TASK DETAILS:
Set down exactly the lines below, starting at the one that contains "You are a GUI" and ending at the one that contains "Task: Click on", with both of those lines included and nothing else.
BEGIN
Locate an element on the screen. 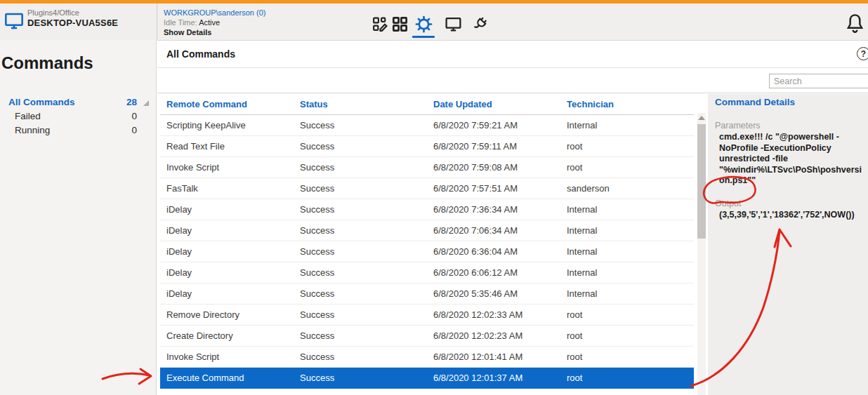 Image resolution: width=868 pixels, height=395 pixels. plugin-edit-icon is located at coordinates (380, 24).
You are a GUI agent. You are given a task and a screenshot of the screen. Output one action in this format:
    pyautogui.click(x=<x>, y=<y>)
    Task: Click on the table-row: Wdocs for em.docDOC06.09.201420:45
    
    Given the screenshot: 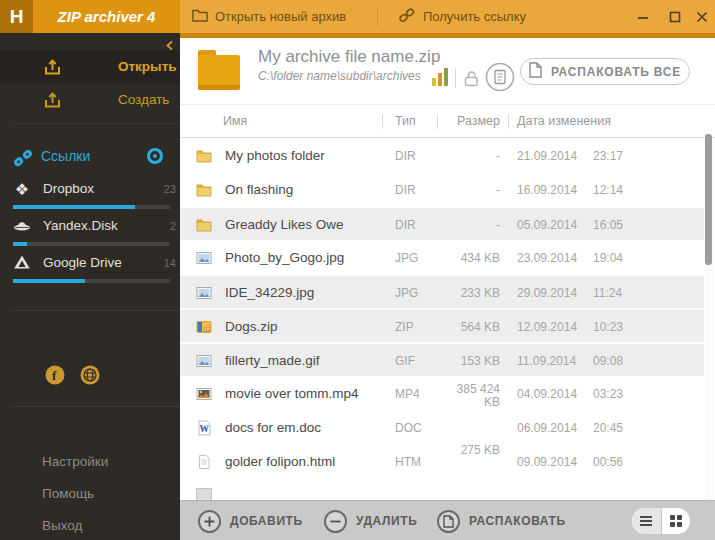 What is the action you would take?
    pyautogui.click(x=442, y=428)
    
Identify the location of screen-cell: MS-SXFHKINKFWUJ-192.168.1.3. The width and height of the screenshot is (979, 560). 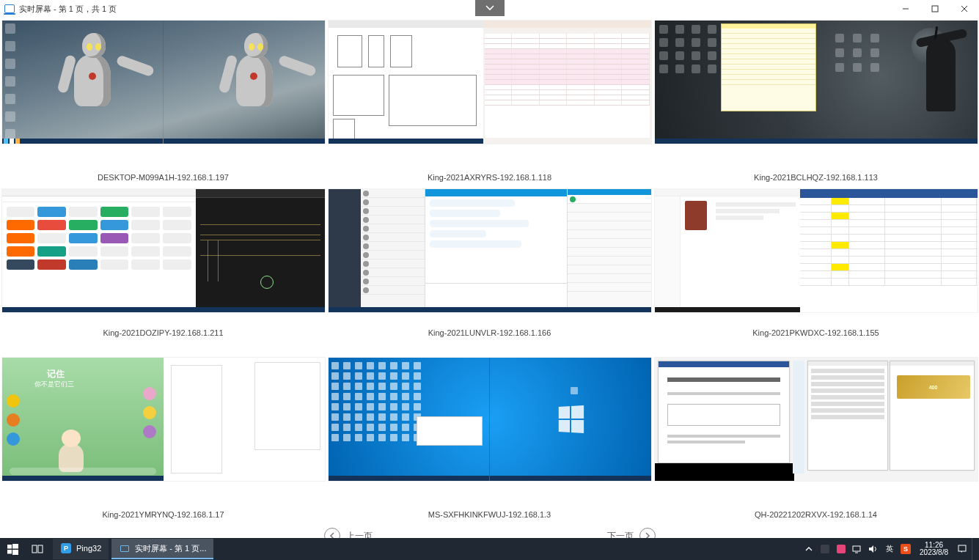
(490, 441).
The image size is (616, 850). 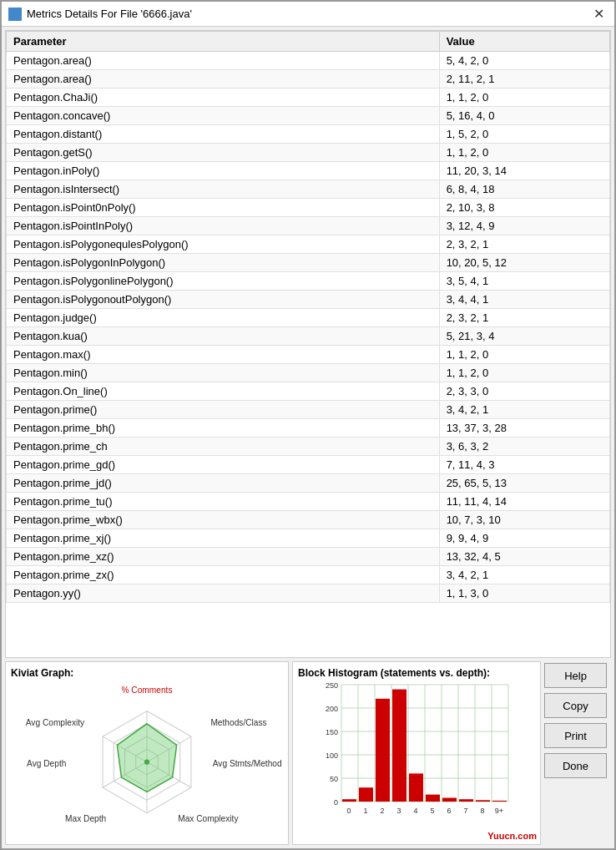 What do you see at coordinates (224, 245) in the screenshot?
I see `cell-parameter: Pentagon.isPolygonequlesPolygon()` at bounding box center [224, 245].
END
ANSWER BELOW:
You are a GUI agent. You are given a task and a screenshot of the screen. Output one action in this format:
    pyautogui.click(x=<x>, y=<y>)
    Task: Click on the table-row: Wdocs for em.docDOC06.09.201420:45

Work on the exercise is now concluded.